**Finalist for the 2018 Man Booker Prize**
**Winner of the Walter Scott Prize for Historical Fiction, the
Goldsmiths Prize for Innovative Fiction, and the Roehampton Poetry
Prize**
From the award-winning British author--a poet's noir narrative that
tells the story of a D-Day veteran in postwar America: a good man,
brutalized by war, haunted by violence and apparently doomed to return
to it, yet resolved to find kindness again, in the world and in himself.
Walker is a D-Day veteran with post-traumatic stress disorder; he can't
return home to rural Nova Scotia, and looks instead to the city for
freedom, anonymity and repair. As he finds his way from New York to Los
Angeles and San Francisco, we witness a crucial period of fracture in
American history, one that also allowed film noir to flourish. The Dream
had gone sour but--as those dark, classic movies made clear--the country
needed outsiders to study and to dramatize its new anxieties. Both an
outsider and, gradually, an insider, Walker finds work as a journalist,
and tries to piece his life together as America is beginning to come
apart: riven by social and racial divisions, spiraling corruption, and
the collapse of the inner cities. Robin Robertson's fluid verse pans
with filmic immediacy across the postwar urban scene--and into the heart
of an unforgettable character--in this highly original work of art.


■ Exercise aim:
Report every line of the data that includes "this".

Available data Start Marker

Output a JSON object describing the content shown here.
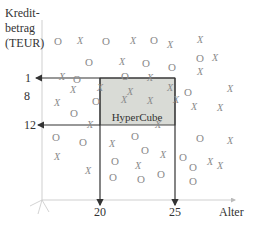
{
  "axes": {
    "y_label_lines": [
      "Kredit-",
      "betrag",
      "(TEUR)"
    ],
    "x_label": "Alter",
    "y_tick_upper_lines": [
      "1",
      "8"
    ],
    "y_tick_lower": "12",
    "x_tick_left": "20",
    "x_tick_right": "25"
  },
  "hypercube": {
    "label": "HyperCube",
    "fill": "#d9dbd6",
    "border": "#444444"
  },
  "colors": {
    "axis": "#cccccc",
    "arrow": "#333333",
    "symbol": "#8a8a8a"
  },
  "symbols": [
    {
      "t": "O",
      "x": 58,
      "y": 41
    },
    {
      "t": "X",
      "x": 80,
      "y": 41
    },
    {
      "t": "O",
      "x": 106,
      "y": 41
    },
    {
      "t": "X",
      "x": 133,
      "y": 41
    },
    {
      "t": "O",
      "x": 154,
      "y": 40
    },
    {
      "t": "X",
      "x": 170,
      "y": 45
    },
    {
      "t": "X",
      "x": 200,
      "y": 40
    },
    {
      "t": "O",
      "x": 89,
      "y": 62
    },
    {
      "t": "X",
      "x": 122,
      "y": 62
    },
    {
      "t": "O",
      "x": 146,
      "y": 63
    },
    {
      "t": "O",
      "x": 172,
      "y": 67
    },
    {
      "t": "O",
      "x": 200,
      "y": 58
    },
    {
      "t": "X",
      "x": 215,
      "y": 58
    },
    {
      "t": "X",
      "x": 62,
      "y": 77
    },
    {
      "t": "O",
      "x": 77,
      "y": 79
    },
    {
      "t": "O",
      "x": 125,
      "y": 76
    },
    {
      "t": "X",
      "x": 150,
      "y": 78
    },
    {
      "t": "X",
      "x": 200,
      "y": 72
    },
    {
      "t": "X",
      "x": 73,
      "y": 90
    },
    {
      "t": "X",
      "x": 100,
      "y": 88
    },
    {
      "t": "X",
      "x": 130,
      "y": 92
    },
    {
      "t": "X",
      "x": 170,
      "y": 88
    },
    {
      "t": "O",
      "x": 188,
      "y": 92
    },
    {
      "t": "X",
      "x": 230,
      "y": 89
    },
    {
      "t": "X",
      "x": 57,
      "y": 103
    },
    {
      "t": "O",
      "x": 74,
      "y": 113
    },
    {
      "t": "O",
      "x": 96,
      "y": 101
    },
    {
      "t": "X",
      "x": 124,
      "y": 100
    },
    {
      "t": "X",
      "x": 150,
      "y": 101
    },
    {
      "t": "X",
      "x": 176,
      "y": 100
    },
    {
      "t": "X",
      "x": 194,
      "y": 107
    },
    {
      "t": "X",
      "x": 220,
      "y": 108
    },
    {
      "t": "X",
      "x": 90,
      "y": 125
    },
    {
      "t": "X",
      "x": 158,
      "y": 125
    },
    {
      "t": "O",
      "x": 56,
      "y": 137
    },
    {
      "t": "O",
      "x": 83,
      "y": 142
    },
    {
      "t": "X",
      "x": 112,
      "y": 144
    },
    {
      "t": "O",
      "x": 135,
      "y": 136
    },
    {
      "t": "O",
      "x": 145,
      "y": 150
    },
    {
      "t": "X",
      "x": 163,
      "y": 155
    },
    {
      "t": "O",
      "x": 183,
      "y": 157
    },
    {
      "t": "O",
      "x": 200,
      "y": 138
    },
    {
      "t": "X",
      "x": 230,
      "y": 141
    },
    {
      "t": "X",
      "x": 57,
      "y": 157
    },
    {
      "t": "O",
      "x": 115,
      "y": 161
    },
    {
      "t": "X",
      "x": 138,
      "y": 166
    },
    {
      "t": "O",
      "x": 193,
      "y": 167
    },
    {
      "t": "X",
      "x": 210,
      "y": 162
    },
    {
      "t": "X",
      "x": 220,
      "y": 166
    },
    {
      "t": "X",
      "x": 88,
      "y": 171
    },
    {
      "t": "O",
      "x": 113,
      "y": 177
    },
    {
      "t": "O",
      "x": 141,
      "y": 179
    },
    {
      "t": "O",
      "x": 161,
      "y": 174
    },
    {
      "t": "O",
      "x": 193,
      "y": 181
    }
  ]
}
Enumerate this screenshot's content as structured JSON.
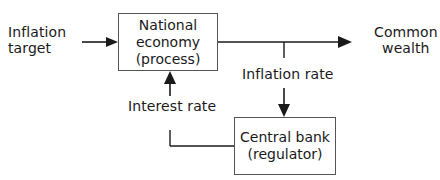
{
  "diagram": {
    "type": "feedback-control-block-diagram",
    "nodes": {
      "process": {
        "line1": "National",
        "line2": "economy",
        "line3": "(process)"
      },
      "regulator": {
        "line1": "Central bank",
        "line2": "(regulator)"
      }
    },
    "labels": {
      "input": {
        "line1": "Inflation",
        "line2": "target"
      },
      "output": {
        "line1": "Common",
        "line2": "wealth"
      },
      "feedback_measure": "Inflation rate",
      "control_signal": "Interest rate"
    },
    "edges": [
      {
        "from": "Inflation target",
        "to": "National economy (process)"
      },
      {
        "from": "National economy (process)",
        "to": "Common wealth"
      },
      {
        "from": "National economy (process)",
        "to": "Central bank (regulator)",
        "label": "Inflation rate"
      },
      {
        "from": "Central bank (regulator)",
        "to": "National economy (process)",
        "label": "Interest rate"
      }
    ],
    "colors": {
      "line": "#1a1a1a",
      "box_border": "#555555"
    }
  }
}
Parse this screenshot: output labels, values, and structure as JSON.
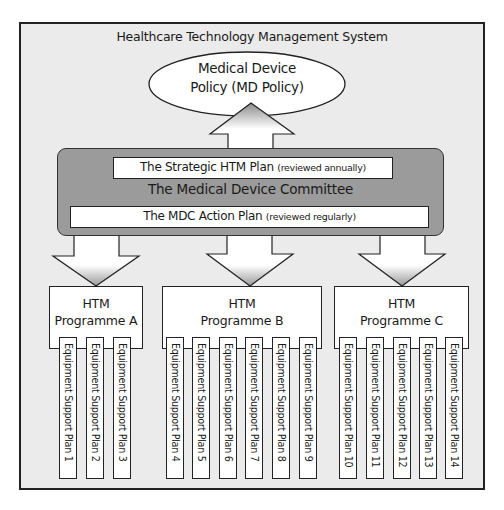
{
  "diagram": {
    "system_title": "Healthcare Technology Management System",
    "policy": {
      "line1": "Medical Device",
      "line2": "Policy (MD Policy)"
    },
    "committee": {
      "label": "The Medical Device Committee",
      "strategic_plan": {
        "label": "The Strategic HTM Plan",
        "note": "(reviewed annually)"
      },
      "action_plan": {
        "label": "The MDC Action Plan",
        "note": "(reviewed regularly)"
      }
    },
    "programmes": [
      {
        "line1": "HTM",
        "line2": "Programme A"
      },
      {
        "line1": "HTM",
        "line2": "Programme B"
      },
      {
        "line1": "HTM",
        "line2": "Programme C"
      }
    ],
    "support_plans": [
      "Equipment Support Plan 1",
      "Equipment Support Plan 2",
      "Equipment Support Plan 3",
      "Equipment Support Plan 4",
      "Equipment Support Plan 5",
      "Equipment Support Plan 6",
      "Equipment Support Plan 7",
      "Equipment Support Plan 8",
      "Equipment Support Plan 9",
      "Equipment Support Plan 10",
      "Equipment Support Plan 11",
      "Equipment Support Plan 12",
      "Equipment Support Plan 13",
      "Equipment Support Plan 14"
    ],
    "colors": {
      "background": "#ebebeb",
      "committee_fill": "#9b9b9b",
      "box_fill": "#ffffff",
      "outline": "#222222",
      "arrow_gradient_dark": "#8a8a8a"
    }
  }
}
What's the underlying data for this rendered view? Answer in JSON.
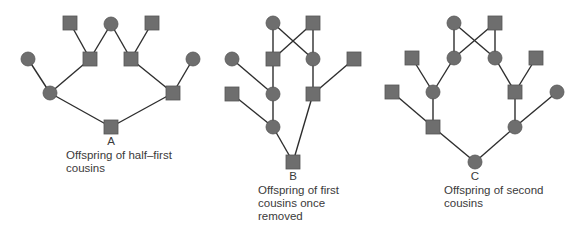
{
  "style": {
    "node_fill": "#6e6e6e",
    "node_stroke": "#555555",
    "edge_color": "#2e2e2e",
    "node_size": 14
  },
  "pedigrees": [
    {
      "id": "A",
      "letter": "A",
      "caption_lines": [
        "Offspring of half–first",
        "cousins"
      ],
      "nodes": [
        {
          "id": "a1",
          "shape": "square",
          "x": 70,
          "y": 23
        },
        {
          "id": "a2",
          "shape": "circle",
          "x": 111,
          "y": 24
        },
        {
          "id": "a3",
          "shape": "square",
          "x": 152,
          "y": 23
        },
        {
          "id": "a4",
          "shape": "circle",
          "x": 28,
          "y": 59
        },
        {
          "id": "a5",
          "shape": "square",
          "x": 90,
          "y": 59
        },
        {
          "id": "a6",
          "shape": "square",
          "x": 131,
          "y": 59
        },
        {
          "id": "a7",
          "shape": "circle",
          "x": 193,
          "y": 59
        },
        {
          "id": "a8",
          "shape": "circle",
          "x": 50,
          "y": 93
        },
        {
          "id": "a9",
          "shape": "square",
          "x": 173,
          "y": 93
        },
        {
          "id": "a10",
          "shape": "square",
          "x": 111,
          "y": 127
        }
      ],
      "edges": [
        [
          "a1",
          "a5"
        ],
        [
          "a2",
          "a5"
        ],
        [
          "a2",
          "a6"
        ],
        [
          "a3",
          "a6"
        ],
        [
          "a4",
          "a8"
        ],
        [
          "a5",
          "a8"
        ],
        [
          "a6",
          "a9"
        ],
        [
          "a7",
          "a9"
        ],
        [
          "a8",
          "a10"
        ],
        [
          "a9",
          "a10"
        ]
      ]
    },
    {
      "id": "B",
      "letter": "B",
      "caption_lines": [
        "Offspring of first",
        "cousins once",
        "removed"
      ],
      "nodes": [
        {
          "id": "b1",
          "shape": "circle",
          "x": 273,
          "y": 23
        },
        {
          "id": "b2",
          "shape": "square",
          "x": 313,
          "y": 23
        },
        {
          "id": "b3",
          "shape": "circle",
          "x": 232,
          "y": 59
        },
        {
          "id": "b4",
          "shape": "square",
          "x": 273,
          "y": 59
        },
        {
          "id": "b5",
          "shape": "circle",
          "x": 313,
          "y": 59
        },
        {
          "id": "b6",
          "shape": "square",
          "x": 354,
          "y": 59
        },
        {
          "id": "b7",
          "shape": "square",
          "x": 232,
          "y": 94
        },
        {
          "id": "b8",
          "shape": "circle",
          "x": 273,
          "y": 94
        },
        {
          "id": "b9",
          "shape": "square",
          "x": 313,
          "y": 94
        },
        {
          "id": "b10",
          "shape": "circle",
          "x": 273,
          "y": 127
        },
        {
          "id": "b11",
          "shape": "square",
          "x": 293,
          "y": 162
        }
      ],
      "edges": [
        [
          "b1",
          "b4"
        ],
        [
          "b1",
          "b5"
        ],
        [
          "b2",
          "b4"
        ],
        [
          "b2",
          "b5"
        ],
        [
          "b3",
          "b8"
        ],
        [
          "b4",
          "b8"
        ],
        [
          "b5",
          "b9"
        ],
        [
          "b6",
          "b9"
        ],
        [
          "b7",
          "b10"
        ],
        [
          "b8",
          "b10"
        ],
        [
          "b10",
          "b11"
        ],
        [
          "b9",
          "b11"
        ]
      ]
    },
    {
      "id": "C",
      "letter": "C",
      "caption_lines": [
        "Offspring of second",
        "cousins"
      ],
      "nodes": [
        {
          "id": "c1",
          "shape": "circle",
          "x": 454,
          "y": 23
        },
        {
          "id": "c2",
          "shape": "square",
          "x": 495,
          "y": 23
        },
        {
          "id": "c3",
          "shape": "square",
          "x": 412,
          "y": 58
        },
        {
          "id": "c4",
          "shape": "circle",
          "x": 454,
          "y": 58
        },
        {
          "id": "c5",
          "shape": "circle",
          "x": 495,
          "y": 58
        },
        {
          "id": "c6",
          "shape": "square",
          "x": 536,
          "y": 58
        },
        {
          "id": "c7",
          "shape": "square",
          "x": 392,
          "y": 92
        },
        {
          "id": "c8",
          "shape": "circle",
          "x": 433,
          "y": 92
        },
        {
          "id": "c9",
          "shape": "square",
          "x": 515,
          "y": 92
        },
        {
          "id": "c10",
          "shape": "circle",
          "x": 557,
          "y": 92
        },
        {
          "id": "c11",
          "shape": "square",
          "x": 433,
          "y": 127
        },
        {
          "id": "c12",
          "shape": "circle",
          "x": 515,
          "y": 127
        },
        {
          "id": "c13",
          "shape": "circle",
          "x": 475,
          "y": 162
        }
      ],
      "edges": [
        [
          "c1",
          "c4"
        ],
        [
          "c1",
          "c5"
        ],
        [
          "c2",
          "c4"
        ],
        [
          "c2",
          "c5"
        ],
        [
          "c3",
          "c8"
        ],
        [
          "c4",
          "c8"
        ],
        [
          "c5",
          "c9"
        ],
        [
          "c6",
          "c9"
        ],
        [
          "c7",
          "c11"
        ],
        [
          "c8",
          "c11"
        ],
        [
          "c9",
          "c12"
        ],
        [
          "c10",
          "c12"
        ],
        [
          "c11",
          "c13"
        ],
        [
          "c12",
          "c13"
        ]
      ]
    }
  ],
  "labels": {
    "A": {
      "letter_x": 101,
      "letter_y": 135,
      "caption_x": 66,
      "caption_y": 149
    },
    "B": {
      "letter_x": 283,
      "letter_y": 170,
      "caption_x": 258,
      "caption_y": 184
    },
    "C": {
      "letter_x": 465,
      "letter_y": 170,
      "caption_x": 444,
      "caption_y": 184
    }
  }
}
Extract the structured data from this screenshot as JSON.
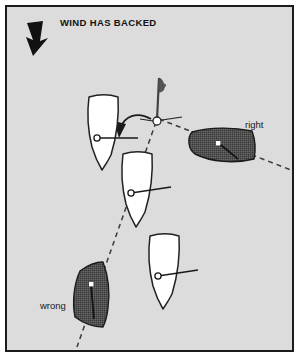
{
  "figure": {
    "title": "WIND HAS BACKED",
    "background_color": "#dcdcdc",
    "frame_color": "#1b1b1b",
    "page_color": "#ffffff",
    "width": 299,
    "height": 357
  },
  "wind": {
    "arrow_name": "wind-direction-arrow",
    "direction": "down",
    "color": "#111111"
  },
  "mark": {
    "name": "racing-mark-buoy",
    "flag_color": "#555555",
    "pole_color": "#444444",
    "buoy_fill": "#ffffff",
    "buoy_stroke": "#222222"
  },
  "turn_arrow": {
    "name": "tack-turn-arrow",
    "color": "#1a1a1a"
  },
  "laylines": {
    "color": "#3a3a3a",
    "style": "dashed",
    "dash": "5 4"
  },
  "boats": [
    {
      "id": "boat-white-upper",
      "label": "",
      "fill": "#ffffff",
      "stroke": "#222222",
      "heading": "up",
      "shaded": false
    },
    {
      "id": "boat-white-middle",
      "label": "",
      "fill": "#ffffff",
      "stroke": "#222222",
      "heading": "up",
      "shaded": false
    },
    {
      "id": "boat-white-lower",
      "label": "",
      "fill": "#ffffff",
      "stroke": "#222222",
      "heading": "up",
      "shaded": false
    },
    {
      "id": "boat-shaded-right",
      "label": "right",
      "fill": "#4e4e4e",
      "stroke": "#1a1a1a",
      "heading": "left",
      "shaded": true
    },
    {
      "id": "boat-shaded-wrong",
      "label": "wrong",
      "fill": "#4e4e4e",
      "stroke": "#1a1a1a",
      "heading": "up",
      "shaded": true
    }
  ],
  "labels": {
    "right": "right",
    "wrong": "wrong"
  }
}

Available data End Marker

■ Result of the exercise:
Enumerate this screenshot's content as structured JSON.
Parse this screenshot: output labels, values, and structure as JSON.
What's the underlying data for this rendered view? Answer in JSON.
Extract the structured data from this screenshot as JSON.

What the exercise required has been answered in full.